Looking forward, several trends are likely to shape the future of speech as a biomarker. Everyday devices such as smartphones, smart watches, and even vehicles may soon offer optional wellbeing checks based on voice. Regulators will need to establish clear frameworks for safety and efficacy, just as they do for traditional medical devices. Systems will become more personalised, tracking an individual’s own baseline over time rather than comparing them to a generic population, making it easier to detect meaningful changes. And hybrid approaches that combine speech with other non-invasive signals such as typing patterns, brain signals or eye movements may provide even stronger insights.

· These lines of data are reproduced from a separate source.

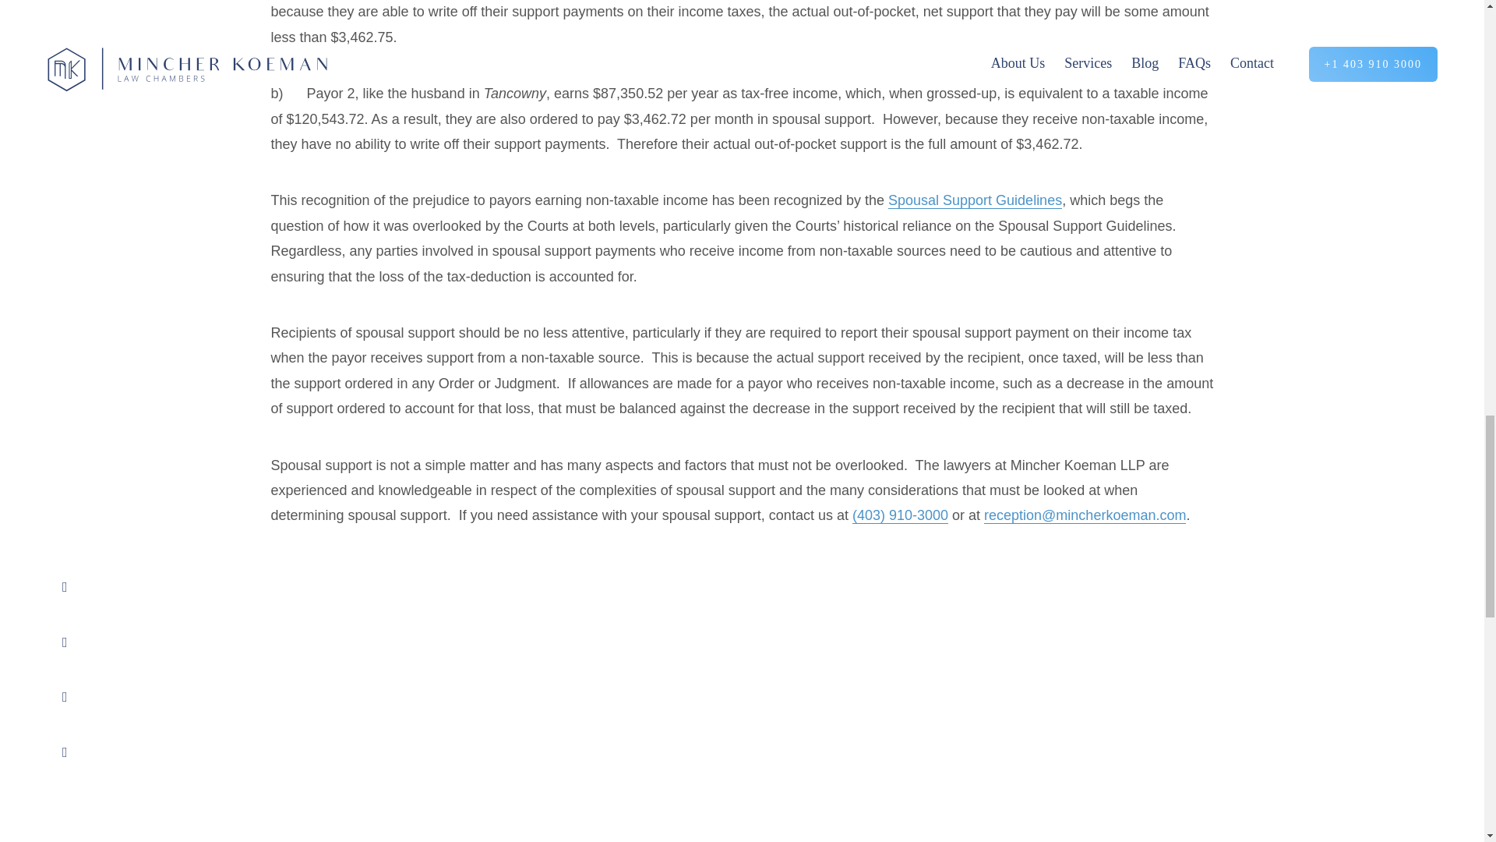 The height and width of the screenshot is (842, 1496). I want to click on Spousal Support Guidelines, so click(976, 200).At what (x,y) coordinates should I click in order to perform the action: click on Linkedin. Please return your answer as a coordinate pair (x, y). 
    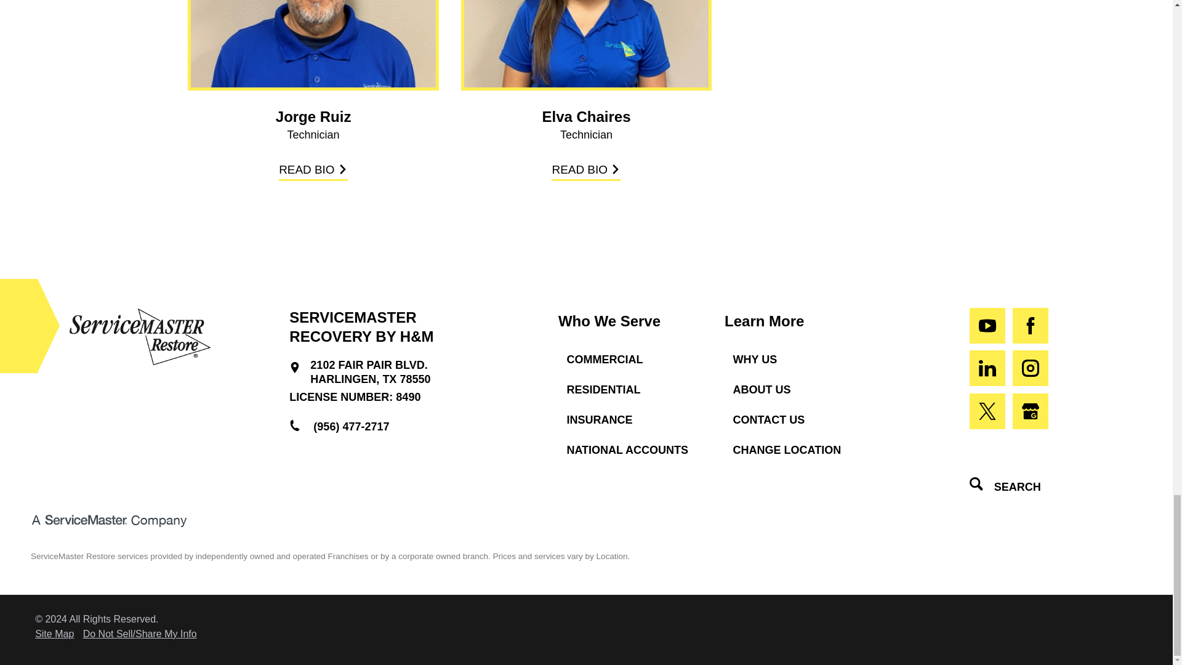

The risks cannot be ignored. False positives could cause unnecessary alarm. Overhyped claims could undermine trust. Misuse of the technology for surveillance or commercial profiling would erode confidence. But the benefits affordable, accessible, non-invasive monitoring of neurological and mental health make this an area too important to dismiss.

Conclusion

Speech is one of the most natural and universal forms of human behaviour that could be used for remote monitoring and personalised care. It is also a rich signal of brain and body working together. Advances in AI mean we can now measure those signals in ways that were unimaginable a decade ago. For IT professionals, this represents both an opportunity and a responsibility. The opportunity lies in applying skills from data science, engineering, and privacy-preserving AI to help address some of society’s greatest health challenges. The responsibility lies in ensuring these systems are fair, ethical, and trustworthy.